I saw the article as well and would have simply dismissed the piece as very badly misguided MISinformation.

As noted, many of the thrusts have been around for more than a decade, and have simply not aged well.

Most of the information in this editorial is just ridiculous. They obviously don't understand patent law and are assuming that patents are just "bad."

I worry that this is a set-up for the new Director to take a turn to the far left like other Biden nominees. It would be easy for the director using IPRs and 101 to devastate the patent system.

And Congress is so crippled and corrupt that I can't believe they will do anything but make our patent system weaken.

Seems to me with all the division in the USA that the most important thing is what is reality. Do patents help innovation. That is the key point. All my experience says yes.

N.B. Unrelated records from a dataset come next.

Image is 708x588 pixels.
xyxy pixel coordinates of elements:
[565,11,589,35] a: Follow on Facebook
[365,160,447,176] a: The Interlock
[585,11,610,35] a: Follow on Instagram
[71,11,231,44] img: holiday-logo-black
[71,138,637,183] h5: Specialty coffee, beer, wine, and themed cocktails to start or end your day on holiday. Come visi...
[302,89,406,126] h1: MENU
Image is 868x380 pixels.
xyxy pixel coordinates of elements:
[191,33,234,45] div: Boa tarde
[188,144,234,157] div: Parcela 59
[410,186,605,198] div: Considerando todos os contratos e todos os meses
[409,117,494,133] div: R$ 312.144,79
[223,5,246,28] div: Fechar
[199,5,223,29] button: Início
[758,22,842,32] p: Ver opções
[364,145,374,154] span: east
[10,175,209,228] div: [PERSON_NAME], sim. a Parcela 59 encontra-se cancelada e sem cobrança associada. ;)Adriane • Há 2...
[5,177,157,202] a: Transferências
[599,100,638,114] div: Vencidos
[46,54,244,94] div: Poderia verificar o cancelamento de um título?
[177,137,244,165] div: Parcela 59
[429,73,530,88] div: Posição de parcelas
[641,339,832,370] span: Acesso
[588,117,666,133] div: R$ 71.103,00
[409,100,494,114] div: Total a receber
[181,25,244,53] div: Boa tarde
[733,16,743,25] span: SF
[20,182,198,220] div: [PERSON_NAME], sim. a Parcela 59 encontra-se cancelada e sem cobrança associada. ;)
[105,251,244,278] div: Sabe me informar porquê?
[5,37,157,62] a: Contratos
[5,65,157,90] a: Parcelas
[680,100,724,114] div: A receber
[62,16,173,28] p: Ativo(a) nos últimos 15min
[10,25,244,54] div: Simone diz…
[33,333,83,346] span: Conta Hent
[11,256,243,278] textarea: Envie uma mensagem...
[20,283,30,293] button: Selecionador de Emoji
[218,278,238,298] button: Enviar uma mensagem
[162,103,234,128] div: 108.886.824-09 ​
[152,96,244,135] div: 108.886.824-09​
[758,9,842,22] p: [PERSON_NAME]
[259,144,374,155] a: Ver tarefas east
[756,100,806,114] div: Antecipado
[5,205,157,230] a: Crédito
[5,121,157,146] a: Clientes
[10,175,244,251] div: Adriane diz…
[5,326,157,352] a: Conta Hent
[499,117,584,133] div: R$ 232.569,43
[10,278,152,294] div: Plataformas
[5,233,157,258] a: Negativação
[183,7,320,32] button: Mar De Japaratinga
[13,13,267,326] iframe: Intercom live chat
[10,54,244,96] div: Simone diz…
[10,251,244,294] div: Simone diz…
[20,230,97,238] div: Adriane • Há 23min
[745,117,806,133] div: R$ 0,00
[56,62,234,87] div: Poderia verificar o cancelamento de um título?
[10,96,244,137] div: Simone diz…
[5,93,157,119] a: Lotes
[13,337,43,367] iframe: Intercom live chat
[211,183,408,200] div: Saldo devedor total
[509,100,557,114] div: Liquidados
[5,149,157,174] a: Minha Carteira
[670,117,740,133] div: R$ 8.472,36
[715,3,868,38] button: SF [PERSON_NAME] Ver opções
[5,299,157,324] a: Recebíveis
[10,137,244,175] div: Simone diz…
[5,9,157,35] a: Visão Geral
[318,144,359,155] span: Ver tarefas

All excellent points. I would add that it is impossible to assess the cost to society of the false negatives, viz. patents that aren't allowed by the PTO but should be. No one is going to bother to develop a new drug for which there isn't patent protection - the cost of getting FDA approval is too high. But it's hard if not impossible to identify the drugs-that-might-have-but-for-a-recalcitrant-examiner. With the cost of enforcement having been raised by the introduction of IPRs, which instead of replacing district court litigation are now a mandatory and costly adjunct thereto, coupled with the likelihood of a patent being found invalid under 101, and the long period between investment and return on investment, it's no wonder that investment in the biotech area is not as attractive today as it was 15 years ago, especially in comparison to investments in high tech.